With this proposal implemented, all of the above issues would be solved:

  • request parsing would be correctly accounted for
  • slow clients can be correctly accounted for
  • request start time can be reliably detected irrespective of middleware order

This information could be included either in the http.Request struct, returned by a method on http.Request, or attached to the request context.Context (perhaps via something like the httptrace.ServerTrace suggestion below by @odeke-em).

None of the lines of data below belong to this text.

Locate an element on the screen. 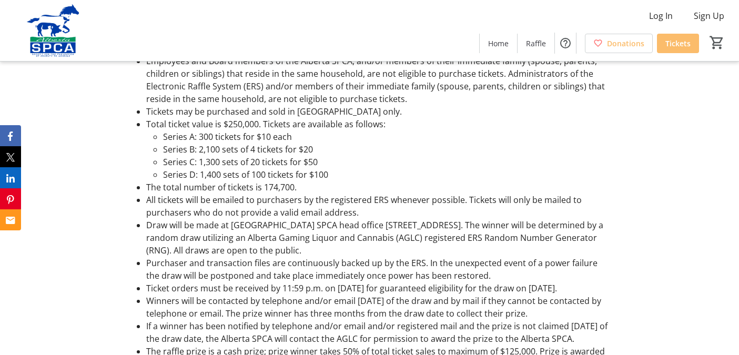 This screenshot has width=739, height=355. a: Tickets is located at coordinates (678, 43).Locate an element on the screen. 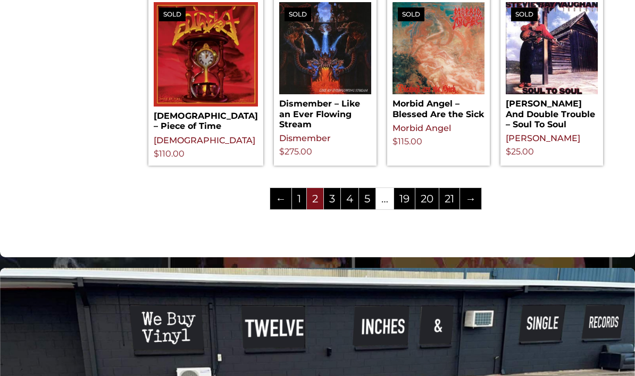  h2: Dismember – Like an Ever Flowing Stream is located at coordinates (325, 112).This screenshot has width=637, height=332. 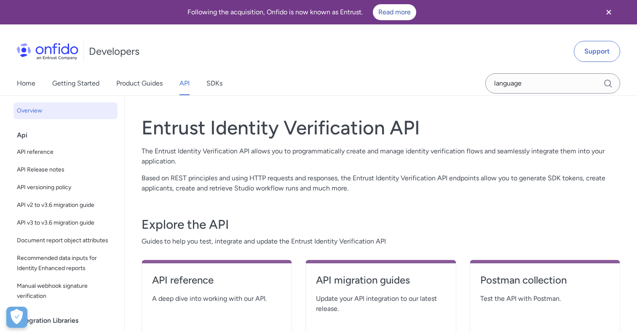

update: rephrased according to @odeke-em's suggestions

@CAFxX CAFxX changed the title net/http: time of first byte/start of request net/http: record time of first byte/start of http.Request Apr 6, 2020
@odeke-em
Copy link
Member

odeke-em commented Apr 6, 2020

Thank you for filing this issue @CAFxX!

So in regards to Transports and HTTP clients, have you perhaps encountered httptrace.ClientTrace https://golang.org/pkg/net/http/httptrace/#ClientTrace

It provides hooks for a bunch of events like:
a) WroteRequest
b) WroteHeaders
c) GotFirstResponseByte

Direction

You talk about

In this context, time of first byte would be the best estimate of the time at which the go process reads the first byte of the HTTP request line (i.e. ignoring the time spent in hardware queues and the socket buffers).
...
Between the first byte to when the first http.Handler is invoked quite some time can pass, since in that interval all headers must be received (and parsed) and the request body must start. If the client is slow then this interval can be extremely long.
...
This information could be included either in the http.Request struct, returned by a method on http.Request, or attached to the context.Context.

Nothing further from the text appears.